Tuesday, May 22, 2012

#VMware vFabric Blog: Increase performance and scalability of existing applications using SQLFire

VMware vFabric Blog: Increase performance and scalability of existing applications using SQLFire:

The Challenge

Traditional databases should not be used to do things for which they were never designed; like supporting thousands of concurrent users.
The main challenge of managing Web applications on a Cloud-scale is performance. Disk-based database architectures are fine when you have a small number of users, but they lack the facilities for horizontal scaling, and, are unable to address the variable access patterns.
In contrast, SQLFire, an in-memory database from VMware, was designed specifically for these kinds of challenges. With its speed and low latency, SQLFire delivers dynamic scalability and high performance for modern, data-intensive applications, all through a familiar SQL interface.
In this post, I will demonstrate one of the ways SQLFire can increase throughput and decrease latency of your current Web applications.

The Bottleneck

One of the most prevalent bottlenecks of today’s online applications is the database. Web and Mobile applications place increasing pressure on the data tier of these solutions, and, their current disk-based architectures simply inherit too much latency to deal with these kinds of workloads. Traditional databases are the wrong tool for this job.
New-db-preasure
Scaling Web applications creates database bottleneck 
Disk-based database architecture simply can’t deal with these kinds of read-write access patterns, and, beyond a certain levels, exhibit a catastrophic collapse phenomenon.

The Solution

While it would be easy to assume that the only way to elevate this bottleneck is to embark on a lengthy effort to re-write your applications against one of those “big data” solutions everyone seems to be talking about, the truth is, that this kind of effort for many enterprise applications would be very expensive and only further balkanize their data by limiting it accessibility to other data consumers.
To increase throughput and decrease latency of your solution at that scale, you need to bring the data closer to each one of the data consumption points.
New-db-preasure-resolved
SQLFire scales horizontally, while preserving legacy database access
SQLFire provides that extra performance with the familiarity of SQL interface. It accelerates your application performance, minimizing latency and increasing overall reliability by pooling memory, CPU and network resources across a cluster of machines.
In addition to the performance, SQLFire also delivers numerous build-in data synchronization features. For example, in order to continue supporting legacy data-flows in your current solution, SQLFire can make your new “fast data” also available to back-office applications.
SQLFire’s asynchronous “write behind” pattern has been designed for very high reliability and can handle many failure conditions as persistent queues ensure write operations are performed even when the backend database is temporarily unavailable. SQLFire supports multiple options for how these events can be queued, batched, and written to the underlining database.

The Implementation

Whether you are managing Java or .NET solution, in most scenarios, pointing your application to SQLFire database is as simple as replacing the application database connection string. But, before you can do that, you will need to replicate your current data identities into a SQLFire database.
Because SQLFire supports standard ANSI SQL-92, the act of replicating databases schema in most cases is pretty simple and verily automated. Most DBAs pose numerous commercial tools to perform these tasks.
If necessary, there are also readily available, open-source utilities like Apache DdlUtils or SQLF, the SQLFire command line.
However, to truly benefit from SQLFire’s in-memory performance and linear scalability, we should take some time to design a horizontal data partitioning strategy. This is the act of spreading a large data set (many rows in a table) across multiple servers.
SQLFire uses a partition key to ensure that data is uniformly balanced across all members of a data grid. Correctly identifying the partition key will avoid expensive queries across multiple partitions and enable your highly concurrent system to handle thousands of connections and allow multiple queries to be uniformly spread across the entire data.
In contrast to the highly volatile data, which greatly benefits from partitioning, some of your data elements are pretty static (like lookup tables) and are better replicated across all nodes in the data grid to further increase the performance of individual queries.
You can apply all these extended DDL attributes to tour SQLFire schema after creation, using the “ALTER” command. For more information on these and other ways of managing your SQLFire data, see the Managing Your Data in vFabric SQLFire documentation.

The Source

To go along with this post, I put together a sample application illustrating integration of SQLFire in your online application. The source code of this application is available on GitHub.

The Demo

To demonstrate the impact of SQLFire, I deployed this sample application to a shared hosting environment. While the specific database performance depend on many variables, the purpose of this short demo is to focus on the relative gains SQLFire delivers to a generic Web application while continuing to support the legacy database.

The Conclusion

Hopefully, you got a glimpse of the scale-out nature of SQLFire and the flexibility of the different use-cases, which it can address. As with any technology, there is no substitute for rolling up your sleeves and trying it yourself. SQLFire licensing allows for up to three nodes to be deployed free of charge for development purposes. Go ahead and see for yourself how much faster SQLFire can make your data.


# EXERCISE DIRECTIONS
The lines to copy run from the one containing "Identify the location of p: Redação" to the end of the listing. Please write them out exactly, minus the pictures.
Start of RECORDS FOR THIS EXERCISE
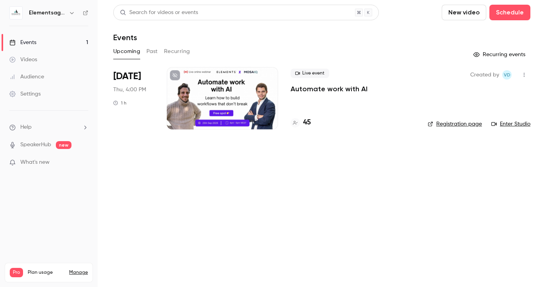 Image resolution: width=546 pixels, height=287 pixels. What do you see at coordinates (329, 89) in the screenshot?
I see `p: Automate work with AI` at bounding box center [329, 89].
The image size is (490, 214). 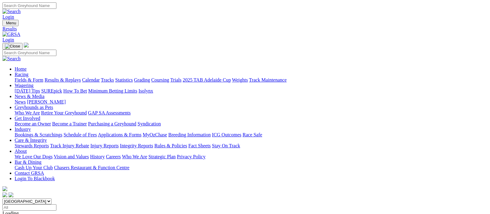 I want to click on a: Cash Up Your Club, so click(x=34, y=168).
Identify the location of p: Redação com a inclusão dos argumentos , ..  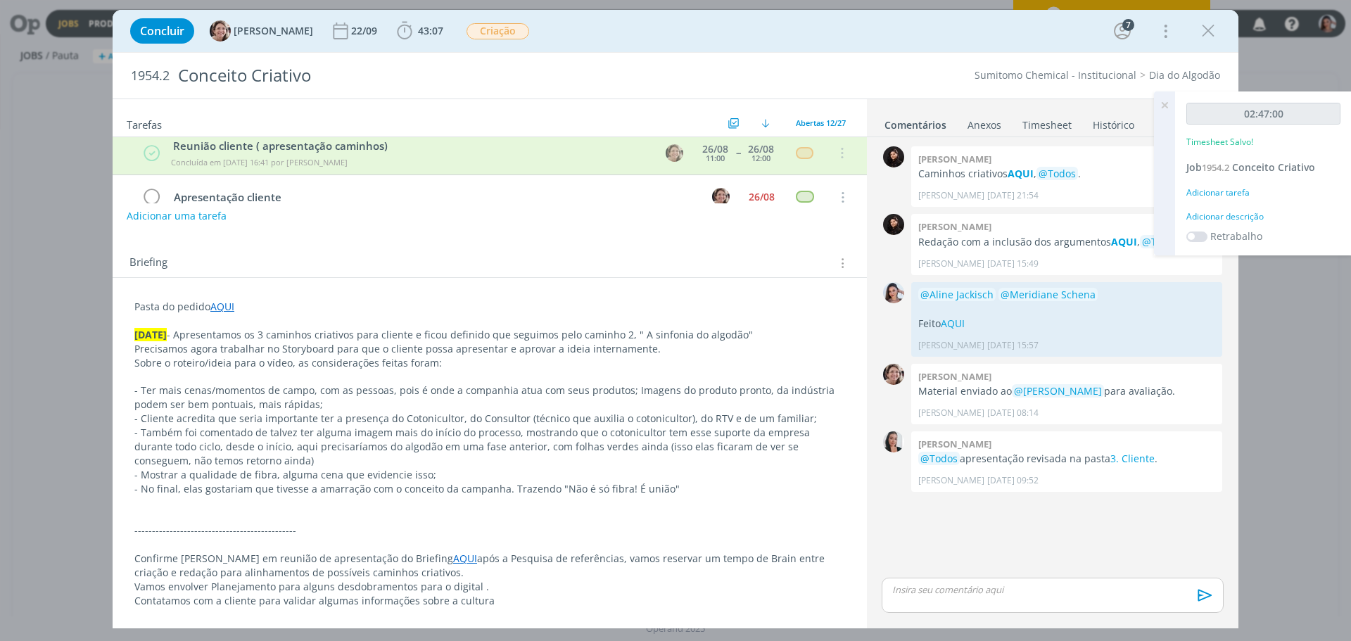
(1067, 242).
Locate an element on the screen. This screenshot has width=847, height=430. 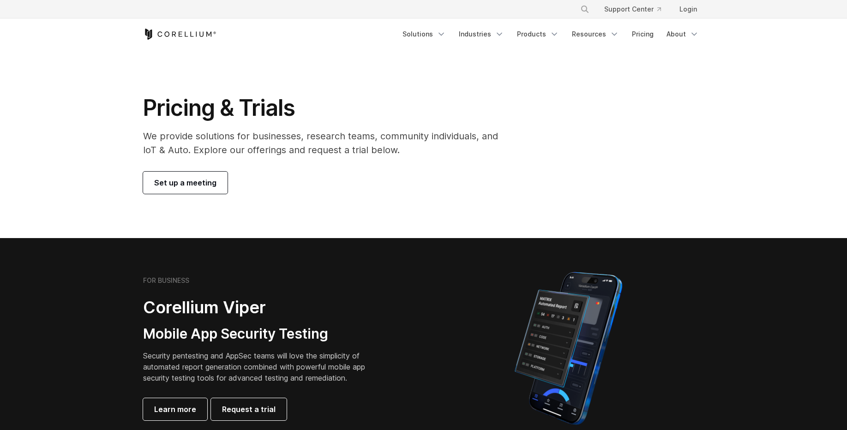
a: Set up a meeting is located at coordinates (185, 183).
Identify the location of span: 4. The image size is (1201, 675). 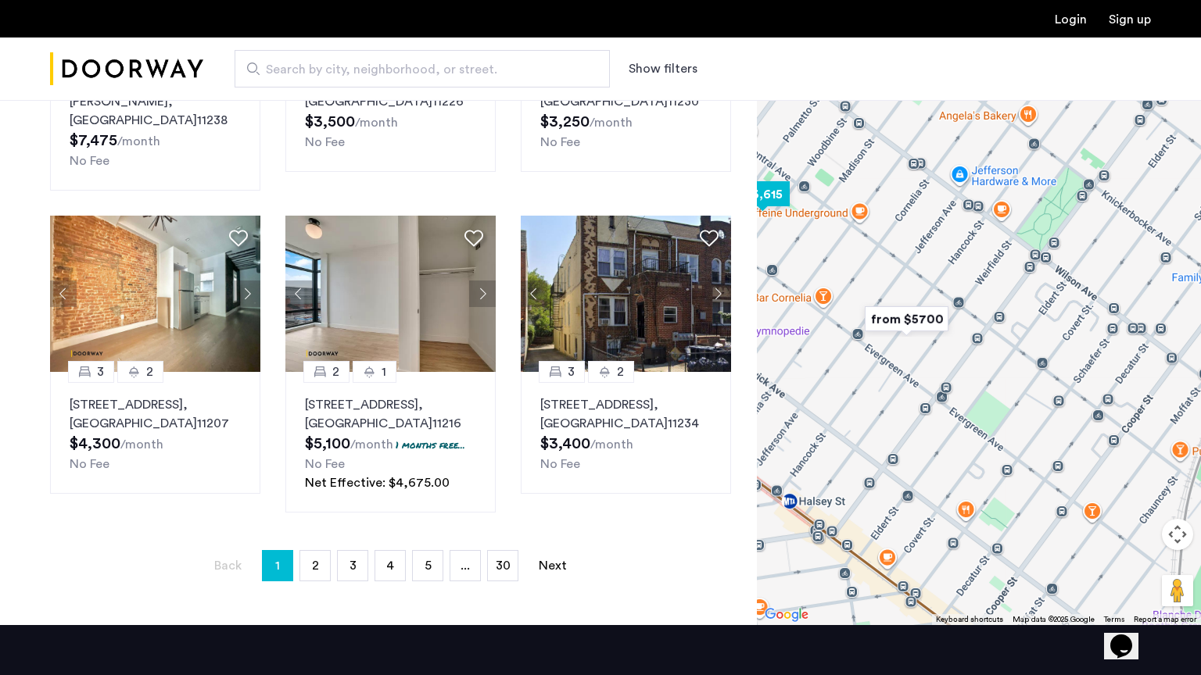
End of RECORDS FOR THIS EXERCISE
# RESPONSE BELOW
Identify the location of p: Redação com a inclusão dos argumentos , ..  
(1067, 242).
Locate an element on the screen. This screenshot has width=847, height=430. 
a: Set up a meeting is located at coordinates (185, 183).
Identify the location of span: 4. The image size is (1201, 675). 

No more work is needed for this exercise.